The Scranton Journal interviewed Cheryl Boga, director of Performance Music. The original article is here.
This year, you celebrated your 35 years with a Performance Music Alumni Reunion. Why do you appreciate those alumni?
Our alumni helped build this, think through this, establish this, grow this. It wasn’t “me, me, me.” It was “us, us, us,” all the way through.
Take, for example, the World Premiere Series. Rob Kapilow said to me that there’s nothing like it in the country. It started because I had a crazy idea. I wanted to meet [Václav] Nelhybel, and I said, “Hey, let’s get him to write a piece.” That would’ve been the end of that at most places. But everyone helped, from vice presidents to students to students’ parents (Thanks, Tom Lanahan!).
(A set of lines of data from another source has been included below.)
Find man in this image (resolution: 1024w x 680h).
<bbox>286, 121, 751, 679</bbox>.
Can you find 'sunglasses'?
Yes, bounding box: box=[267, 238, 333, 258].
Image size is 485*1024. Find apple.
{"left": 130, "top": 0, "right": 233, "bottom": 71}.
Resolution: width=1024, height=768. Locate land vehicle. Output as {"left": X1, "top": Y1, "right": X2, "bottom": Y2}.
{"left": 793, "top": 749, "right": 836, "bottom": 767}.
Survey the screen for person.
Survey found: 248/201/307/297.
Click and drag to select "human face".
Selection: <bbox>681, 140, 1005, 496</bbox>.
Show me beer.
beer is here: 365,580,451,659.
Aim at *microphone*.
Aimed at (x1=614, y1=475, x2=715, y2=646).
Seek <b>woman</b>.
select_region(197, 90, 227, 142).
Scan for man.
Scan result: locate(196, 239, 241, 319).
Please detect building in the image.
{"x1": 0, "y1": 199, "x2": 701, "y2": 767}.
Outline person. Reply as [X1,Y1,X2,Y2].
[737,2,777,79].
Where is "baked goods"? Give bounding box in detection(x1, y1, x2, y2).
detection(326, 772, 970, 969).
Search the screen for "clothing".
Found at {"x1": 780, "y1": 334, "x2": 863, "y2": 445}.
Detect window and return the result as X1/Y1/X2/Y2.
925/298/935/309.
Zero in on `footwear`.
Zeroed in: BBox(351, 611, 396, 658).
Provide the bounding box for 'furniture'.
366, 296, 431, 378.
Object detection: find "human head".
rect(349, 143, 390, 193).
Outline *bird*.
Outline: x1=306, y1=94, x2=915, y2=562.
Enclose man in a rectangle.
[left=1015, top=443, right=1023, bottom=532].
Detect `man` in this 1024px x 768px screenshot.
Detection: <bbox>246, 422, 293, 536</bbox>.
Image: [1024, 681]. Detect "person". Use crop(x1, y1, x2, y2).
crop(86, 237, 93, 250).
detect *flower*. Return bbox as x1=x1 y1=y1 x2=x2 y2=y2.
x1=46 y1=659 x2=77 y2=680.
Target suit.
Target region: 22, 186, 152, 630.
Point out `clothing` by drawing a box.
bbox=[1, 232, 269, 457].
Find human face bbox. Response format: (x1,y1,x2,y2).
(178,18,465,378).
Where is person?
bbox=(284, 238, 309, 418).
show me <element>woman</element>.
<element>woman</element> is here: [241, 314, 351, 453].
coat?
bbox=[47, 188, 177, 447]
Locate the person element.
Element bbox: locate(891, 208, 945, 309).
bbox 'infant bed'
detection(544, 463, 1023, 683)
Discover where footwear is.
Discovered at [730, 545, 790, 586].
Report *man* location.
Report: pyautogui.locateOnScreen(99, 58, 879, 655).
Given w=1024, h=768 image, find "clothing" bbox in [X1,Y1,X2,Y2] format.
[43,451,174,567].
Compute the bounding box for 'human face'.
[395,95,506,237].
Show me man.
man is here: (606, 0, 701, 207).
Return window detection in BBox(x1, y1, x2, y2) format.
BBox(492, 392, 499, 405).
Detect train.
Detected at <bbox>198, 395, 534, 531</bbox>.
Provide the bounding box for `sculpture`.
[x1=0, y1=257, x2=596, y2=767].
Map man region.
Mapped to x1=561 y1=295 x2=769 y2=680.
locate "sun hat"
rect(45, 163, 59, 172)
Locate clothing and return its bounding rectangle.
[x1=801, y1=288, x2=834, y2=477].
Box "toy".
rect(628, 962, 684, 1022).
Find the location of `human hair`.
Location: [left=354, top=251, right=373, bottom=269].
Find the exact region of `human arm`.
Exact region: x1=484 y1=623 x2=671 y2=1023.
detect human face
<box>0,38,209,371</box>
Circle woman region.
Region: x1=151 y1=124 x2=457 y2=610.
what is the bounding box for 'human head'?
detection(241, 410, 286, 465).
This is everybody’s thing.
Why do you believe in Jesuit education?
The extension of cura personalis — to me — is the single most important thing, no matter what you’re doing in any field. I think it is the single most important key to success. The fact that at Scranton it is the right thing to do, makes this a great fit.
How can your work with students change how people see the arts?
In this day and age, American musicians don’t receive government funding/subsidies or even the support of record labels the way they once did. And new technologies make it easy for everyone to steal their work product without even realizing they’re stealing. The ability of our artists to continue to produce work that at the same time reflects and impacts, and both mirrors and transforms our society’s culture, depends upon our having a populace who is educated and informed, and who has an interest in and commitment to the arts.
Our musicians and artists need to be afforded both the freedom and inspiration to create AND the financial stability to eat. So how does it happen? How do people develop an appreciation for the arts and learn why they are important for our society and its citizenry to fund? I think it’s by doing it themselves. They develop a personal connection and commitment by making music themselves. They learn not only what it means to them, how it impacts their lives and gives them another way to express themselves, but also what a special gift professional musicians must have, how hard they must work to develop and maintain it, and how important their work is to our national culture and the individuals it impacts and transforms.
Tell me about your kids, who are both musicians.
Our daughter, Magdalyn (Maggie), who holds degrees from The University of Scranton and Duquesne University, has an incredible operatic voice, is an excellent cellist, and plays French horn and a variety of other instruments well. Mags teaches American history here, assists with our Performance Music programs, sings professionally and has also recently started an instrumental music program at Scranton Preparatory School. (She’s hooked on Ignatian education, too.)
Our son, Joseph, graduated from The Juilliard School with a degree in trumpet and is a well-respected professional musician, who performs both classical and jazz music nationally and internationally, and still contributes to our programs here by guest performing, offering masterclasses, and working with our brass students when he is in town.
When Maggie was 3 years old, I remember her saying to her preschool teacher, “So, what instrument do you play?” Her teacher said, “I don’t play an instrument.” Maggie said, “Ha, ha. That’s so funny. But, really, what do you play?”
At the Performance Music Reunion, it was as though they were seeing family members they hadn’t seen in years. My alumni were babysitters when my kids were young enough to need babysitters. They were the people who taught my kids how to make mischief. They were the people who taught them how to lie to me when they were teenagers.